Even When It Hurts: February 27, 2021

Even When It Hurts -- Lent 2021 Devotional Book

Read: Psalms 120-121

I look up to the hills, but where does my help come from? My help comes from the Lord, who made heaven and earth.
-Psalm 121:1-2

These two psalms are among the Psalms of Ascent that may have been used liturgically as people approached the temple in Jerusalem. Jerusalem, the city on a hill, was always approached by going up. “Going up” bears metaphorical meaning as well. One ascends to meet God on high. One ascends into greater capacity for faithfulness to the covenant. One ascends into more compassionate expression of virtue. Both of these psalms presume that one begins below, the place of lament, and expresses a desire to ascend.

In the first one, the psalmist finds himself among untruthful people. How can one trust those who do not deal in truth? Deception unravels the social structures that provide security, it is a way of waging war. The psalmist foresees God’s punishment accurately, as the fruit of their own untrustworthy labors. They will go to war and pay the price. He, however, wants peace. One can imagine the psalmist trusting that he, too, will reap the fruits of his labor: peace.

The second psalm begins outside the city gates, looking up toward Jerusalem. The psalmist stands outside, among the defiled and defiling nations, yet he puts his trust in the Lord, the one “who made heaven and earth,”—not Baal, the god of thunder, rain, and fertility, or any of the other Canaanite gods to which surrounding hills had been sacred. He takes his comfort and security in the God worshipped on the holy temple mount.

In today’s world there is a lot of talk, but is it trustworthy? Does it build trust or tear it down? Does it look to the true source of truth, or the hundred lesser gods of our day? We, too, stand in a place we would rather ascend out of. The psalmists name our place because they share it. We can share their hope as well. We, too, can “strive for justice and peace” as our Baptismal Covenant says, knowing that as we do so, God, the ever-vigilant one who never sleeps, who is not caught off guard by untruth or violence, will guard us as we come and go, “both now and forever.”

Loving God, we live in a world full of deceit and war. Shine the truth of your love as a beacon on a hill to guide us up the path to where your beloved community lives in truth and peace. Amen.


§ **WHAT IS BEING ASKED**
Leave out the pictures and copy each record below exactly.

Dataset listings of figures
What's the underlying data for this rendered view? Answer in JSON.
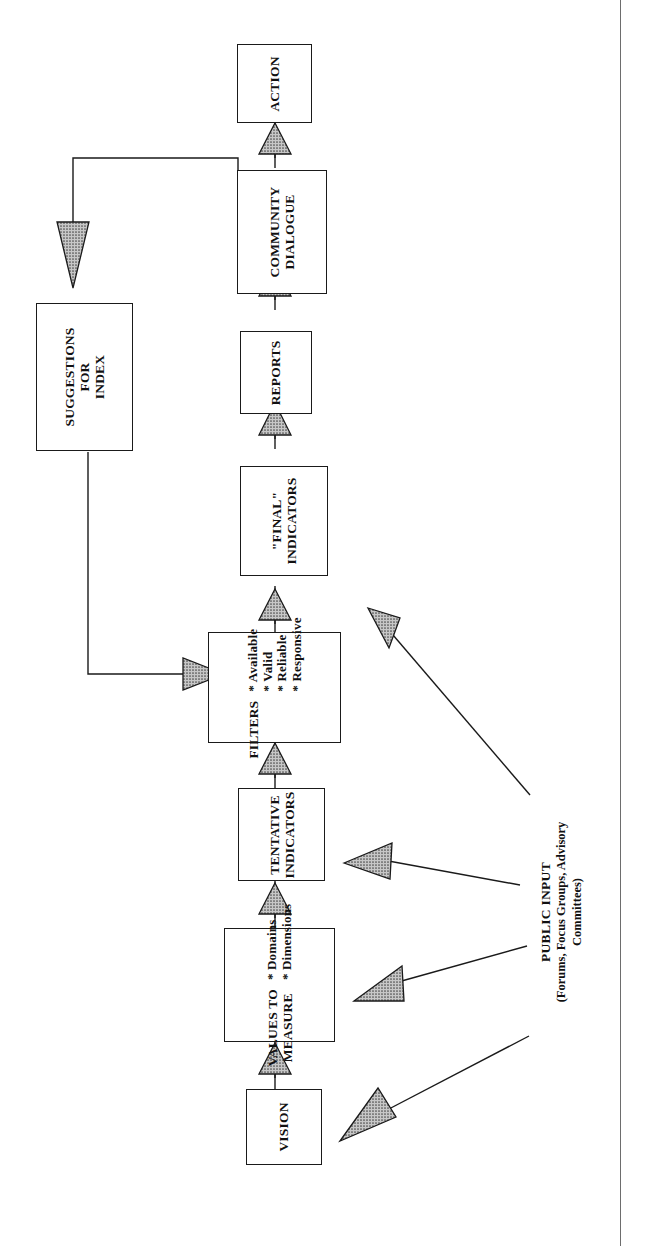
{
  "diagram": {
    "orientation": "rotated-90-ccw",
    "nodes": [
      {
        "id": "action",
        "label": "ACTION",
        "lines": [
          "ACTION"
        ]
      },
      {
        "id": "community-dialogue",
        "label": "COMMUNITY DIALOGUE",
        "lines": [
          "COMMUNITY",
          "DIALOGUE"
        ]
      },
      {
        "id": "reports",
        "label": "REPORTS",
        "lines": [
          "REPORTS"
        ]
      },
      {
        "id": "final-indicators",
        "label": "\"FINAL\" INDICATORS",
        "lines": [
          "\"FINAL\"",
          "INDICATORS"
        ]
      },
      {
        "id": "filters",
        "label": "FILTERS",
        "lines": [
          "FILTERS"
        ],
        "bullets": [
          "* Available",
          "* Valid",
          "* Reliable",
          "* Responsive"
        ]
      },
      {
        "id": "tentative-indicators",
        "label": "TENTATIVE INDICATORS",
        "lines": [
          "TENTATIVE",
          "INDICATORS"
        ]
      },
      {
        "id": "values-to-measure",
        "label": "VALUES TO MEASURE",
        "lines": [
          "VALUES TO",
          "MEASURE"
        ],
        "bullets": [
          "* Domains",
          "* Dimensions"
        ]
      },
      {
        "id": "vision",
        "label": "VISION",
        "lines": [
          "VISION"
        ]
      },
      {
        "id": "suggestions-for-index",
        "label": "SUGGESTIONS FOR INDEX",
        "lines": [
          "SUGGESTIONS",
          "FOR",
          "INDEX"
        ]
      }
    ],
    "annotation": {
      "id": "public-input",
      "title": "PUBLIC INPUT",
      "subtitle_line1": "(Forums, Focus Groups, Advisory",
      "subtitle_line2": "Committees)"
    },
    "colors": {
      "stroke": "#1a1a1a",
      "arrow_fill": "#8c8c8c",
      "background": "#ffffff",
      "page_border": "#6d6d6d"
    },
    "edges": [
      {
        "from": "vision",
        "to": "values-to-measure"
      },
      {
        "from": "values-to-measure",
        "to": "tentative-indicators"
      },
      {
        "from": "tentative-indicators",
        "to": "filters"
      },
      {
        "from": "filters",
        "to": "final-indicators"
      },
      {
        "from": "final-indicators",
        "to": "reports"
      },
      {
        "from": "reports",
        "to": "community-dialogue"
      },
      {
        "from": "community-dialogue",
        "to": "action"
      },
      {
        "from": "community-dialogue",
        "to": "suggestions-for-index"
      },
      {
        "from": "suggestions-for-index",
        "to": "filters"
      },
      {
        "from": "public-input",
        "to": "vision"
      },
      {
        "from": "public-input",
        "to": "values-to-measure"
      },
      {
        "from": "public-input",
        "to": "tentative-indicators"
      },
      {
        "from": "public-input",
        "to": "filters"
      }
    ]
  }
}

§ **REPLY TO THE EXERCISE**
What's the underlying data for this rendered view? Answer in JSON.
{
  "diagram": {
    "orientation": "rotated-90-ccw",
    "nodes": [
      {
        "id": "action",
        "label": "ACTION",
        "lines": [
          "ACTION"
        ]
      },
      {
        "id": "community-dialogue",
        "label": "COMMUNITY DIALOGUE",
        "lines": [
          "COMMUNITY",
          "DIALOGUE"
        ]
      },
      {
        "id": "reports",
        "label": "REPORTS",
        "lines": [
          "REPORTS"
        ]
      },
      {
        "id": "final-indicators",
        "label": "\"FINAL\" INDICATORS",
        "lines": [
          "\"FINAL\"",
          "INDICATORS"
        ]
      },
      {
        "id": "filters",
        "label": "FILTERS",
        "lines": [
          "FILTERS"
        ],
        "bullets": [
          "* Available",
          "* Valid",
          "* Reliable",
          "* Responsive"
        ]
      },
      {
        "id": "tentative-indicators",
        "label": "TENTATIVE INDICATORS",
        "lines": [
          "TENTATIVE",
          "INDICATORS"
        ]
      },
      {
        "id": "values-to-measure",
        "label": "VALUES TO MEASURE",
        "lines": [
          "VALUES TO",
          "MEASURE"
        ],
        "bullets": [
          "* Domains",
          "* Dimensions"
        ]
      },
      {
        "id": "vision",
        "label": "VISION",
        "lines": [
          "VISION"
        ]
      },
      {
        "id": "suggestions-for-index",
        "label": "SUGGESTIONS FOR INDEX",
        "lines": [
          "SUGGESTIONS",
          "FOR",
          "INDEX"
        ]
      }
    ],
    "annotation": {
      "id": "public-input",
      "title": "PUBLIC INPUT",
      "subtitle_line1": "(Forums, Focus Groups, Advisory",
      "subtitle_line2": "Committees)"
    },
    "colors": {
      "stroke": "#1a1a1a",
      "arrow_fill": "#8c8c8c",
      "background": "#ffffff",
      "page_border": "#6d6d6d"
    },
    "edges": [
      {
        "from": "vision",
        "to": "values-to-measure"
      },
      {
        "from": "values-to-measure",
        "to": "tentative-indicators"
      },
      {
        "from": "tentative-indicators",
        "to": "filters"
      },
      {
        "from": "filters",
        "to": "final-indicators"
      },
      {
        "from": "final-indicators",
        "to": "reports"
      },
      {
        "from": "reports",
        "to": "community-dialogue"
      },
      {
        "from": "community-dialogue",
        "to": "action"
      },
      {
        "from": "community-dialogue",
        "to": "suggestions-for-index"
      },
      {
        "from": "suggestions-for-index",
        "to": "filters"
      },
      {
        "from": "public-input",
        "to": "vision"
      },
      {
        "from": "public-input",
        "to": "values-to-measure"
      },
      {
        "from": "public-input",
        "to": "tentative-indicators"
      },
      {
        "from": "public-input",
        "to": "filters"
      }
    ]
  }
}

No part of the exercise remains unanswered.